I just published my first release for SWELL TYPE, Hyperspace Race! It got its start as part of Marvel Strike Force. After I created Ultimatum for the game graphics, they asked for a simpler, more readable version for larger blocks of text, which Comicraft eventually released as Space Race.

There are usually leftovers when I create a font — trials and errors that sometimes get repurposed, but more often are left in the folders to gather digital dust. With Space Race, the leftovers were in my head. As I was working those letterforms, I imagined so much more I could do with them. So when I had time late last year, I started messing around — how wide and skinny could I make the letters?

And how bold? Already, the results were looking good!

As it came together, I started seeing similarities to fonts I’d loved growing up. The ultra-wide-and-bold is, OK, just a WEE bit like Eurostile (aka Microgramma), which was the first set of letters I’d recognized as a kid in different places — from my favorite band’s album covers, to the Asteroids control panel…

…to logos in my favorite movies. (Eurostile has appeared so often as the “font of the future” in movies that somebody wrote a whole book about it. Great read for font nerds!)

Eurostile was also the first font I ever got to USE, in the form of Letraset rub-on letters I found at the art supply store and then put on my OWN band’s stickers and album covers.

Then I noticed the ultra-light ultra-condensed was looking a bit like Univers Condensed, which is best known as the font from the credits at the bottom of movie posters:

And more influences hit me, like Space Mountain, Battlestar Galactica…

…and the logo on Journey’s ESCAPE album, with those super-skinny letters turned on their side that my friend and I stared at for hours trying to decipher (we did finally get it; let me know if you need help), along with the first time I remember seeing numbers in place of letters (now known as LEET) — it was type as art, as secret code, and it was SO cool. Even cooler than Journey itself. 🙂

That’s when it hit me — GREAT SCOTT! I could make the ultimate ultra-tall-and-skinny, ultra-wide-and-bold sci-fi font, with every weight and width between!

ONE FONT TO RULE THEM ALL!

If it was going to be the ULTIMATE sci-fi font, well then certain letters would have to connect, like Star Wars and Centipede and NASA…

…and there would have to be strategic gaps and slices like Blade Runner and Tron and the Thompson Twins…

This was quickly spiraling out of control. I wanted this font to have all of these cool features, while also being functional and versatile — to look awesome at big sizes in logos and headlines, but also be readable in large blocks of text at small sizes.

In contrast with the quick start, getting all of these weights and widths to work together, and the connectors to line up, and the variable controls to work without letters colliding and parts flying off… it sometimes felt like I was going back in time instead of forward.

In the end, Hyperspace Race became the most ambitious, complicated font I’ve ever attempted. It was also a lot of fun, and I’m really proud of the result: It has connecting letters! Eight weights in five widths! And a nifty variable font that lets you choose any width, weight or angle between! It’s all over my new website, including this text, so if you’ve read this far, hopefully you’re digging it, too.

When I was a kid, I would wonder, “who designed these letters? How do other people get ahold of them and use them?” Now I’M someone who makes them, and other people get to use them, and that makes me infinitely happy.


ACTION ITEM -
Only the stretch of the listing below that runs from the line with "List all visible components with their bboxes. Use [x0,y0,x1,y1]" through the line with "Find all labels, buttons, inputs, and" is to be printed, exactly and with both ends.

SOURCE MATERIAL -
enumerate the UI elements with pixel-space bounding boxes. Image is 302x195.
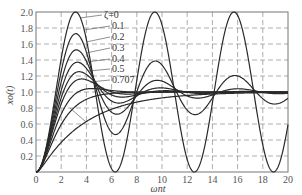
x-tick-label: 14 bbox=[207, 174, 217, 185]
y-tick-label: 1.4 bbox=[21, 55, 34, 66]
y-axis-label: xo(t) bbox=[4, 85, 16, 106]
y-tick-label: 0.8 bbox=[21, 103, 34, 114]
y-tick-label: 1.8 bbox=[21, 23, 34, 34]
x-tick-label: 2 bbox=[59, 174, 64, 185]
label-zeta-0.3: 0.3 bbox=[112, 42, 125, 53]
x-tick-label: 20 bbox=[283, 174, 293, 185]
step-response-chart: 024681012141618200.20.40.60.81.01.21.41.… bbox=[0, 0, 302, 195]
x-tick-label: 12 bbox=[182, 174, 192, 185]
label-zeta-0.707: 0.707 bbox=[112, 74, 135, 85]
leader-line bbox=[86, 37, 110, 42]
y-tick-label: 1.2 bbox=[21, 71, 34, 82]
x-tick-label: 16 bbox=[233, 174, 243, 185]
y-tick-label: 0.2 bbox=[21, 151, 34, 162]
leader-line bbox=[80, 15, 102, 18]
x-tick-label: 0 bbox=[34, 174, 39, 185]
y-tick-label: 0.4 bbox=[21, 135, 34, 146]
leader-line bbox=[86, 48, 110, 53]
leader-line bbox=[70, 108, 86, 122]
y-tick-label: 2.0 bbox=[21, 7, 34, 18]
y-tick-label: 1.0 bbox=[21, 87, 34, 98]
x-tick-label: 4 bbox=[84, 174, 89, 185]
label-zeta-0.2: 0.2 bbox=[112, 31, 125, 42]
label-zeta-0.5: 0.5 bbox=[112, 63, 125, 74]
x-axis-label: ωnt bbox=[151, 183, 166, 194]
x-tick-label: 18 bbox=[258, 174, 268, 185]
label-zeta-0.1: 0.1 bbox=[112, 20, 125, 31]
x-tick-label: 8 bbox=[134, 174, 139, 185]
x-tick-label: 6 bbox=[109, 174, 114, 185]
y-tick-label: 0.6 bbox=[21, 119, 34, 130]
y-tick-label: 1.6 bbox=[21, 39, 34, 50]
---
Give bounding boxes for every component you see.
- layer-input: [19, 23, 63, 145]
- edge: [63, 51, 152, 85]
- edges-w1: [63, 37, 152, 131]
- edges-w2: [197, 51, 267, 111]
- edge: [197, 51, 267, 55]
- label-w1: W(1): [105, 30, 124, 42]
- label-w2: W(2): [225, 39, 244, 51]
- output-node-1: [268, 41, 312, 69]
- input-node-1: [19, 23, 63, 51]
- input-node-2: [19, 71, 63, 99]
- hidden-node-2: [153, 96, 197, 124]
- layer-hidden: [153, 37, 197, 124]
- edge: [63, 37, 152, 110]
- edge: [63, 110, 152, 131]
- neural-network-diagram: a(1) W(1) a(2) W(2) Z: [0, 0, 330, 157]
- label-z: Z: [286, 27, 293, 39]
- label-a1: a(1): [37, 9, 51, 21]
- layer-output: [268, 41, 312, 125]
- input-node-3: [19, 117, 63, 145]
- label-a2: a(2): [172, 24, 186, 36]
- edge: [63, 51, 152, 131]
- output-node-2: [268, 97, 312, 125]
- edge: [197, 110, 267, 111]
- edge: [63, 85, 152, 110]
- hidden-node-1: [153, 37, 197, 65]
---
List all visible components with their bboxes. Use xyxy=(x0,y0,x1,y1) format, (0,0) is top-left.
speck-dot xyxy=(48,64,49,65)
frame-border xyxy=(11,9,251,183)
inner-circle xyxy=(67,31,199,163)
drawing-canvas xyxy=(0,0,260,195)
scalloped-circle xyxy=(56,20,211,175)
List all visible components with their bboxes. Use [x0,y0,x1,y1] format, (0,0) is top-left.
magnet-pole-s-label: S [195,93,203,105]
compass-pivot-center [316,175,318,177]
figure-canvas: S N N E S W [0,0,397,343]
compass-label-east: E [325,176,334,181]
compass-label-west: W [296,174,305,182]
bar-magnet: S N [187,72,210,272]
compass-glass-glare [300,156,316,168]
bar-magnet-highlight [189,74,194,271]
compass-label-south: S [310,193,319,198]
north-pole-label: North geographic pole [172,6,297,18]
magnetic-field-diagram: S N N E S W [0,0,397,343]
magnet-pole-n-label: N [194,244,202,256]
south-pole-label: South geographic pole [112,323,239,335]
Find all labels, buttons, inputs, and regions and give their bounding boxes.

ANSWER TO THIS TASK -
List all visible components with their bboxes. Use [x0,y0,x1,y1] format, (0,0) is top-left.
magnet-pole-s-label: S [195,93,203,105]
compass-pivot-center [316,175,318,177]
figure-canvas: S N N E S W [0,0,397,343]
compass-label-east: E [325,176,334,181]
compass-label-west: W [296,174,305,182]
bar-magnet: S N [187,72,210,272]
compass-glass-glare [300,156,316,168]
bar-magnet-highlight [189,74,194,271]
compass-label-south: S [310,193,319,198]
north-pole-label: North geographic pole [172,6,297,18]
magnetic-field-diagram: S N N E S W [0,0,397,343]
magnet-pole-n-label: N [194,244,202,256]
south-pole-label: South geographic pole [112,323,239,335]
Find all labels, buttons, inputs, and regions and give their bounding boxes.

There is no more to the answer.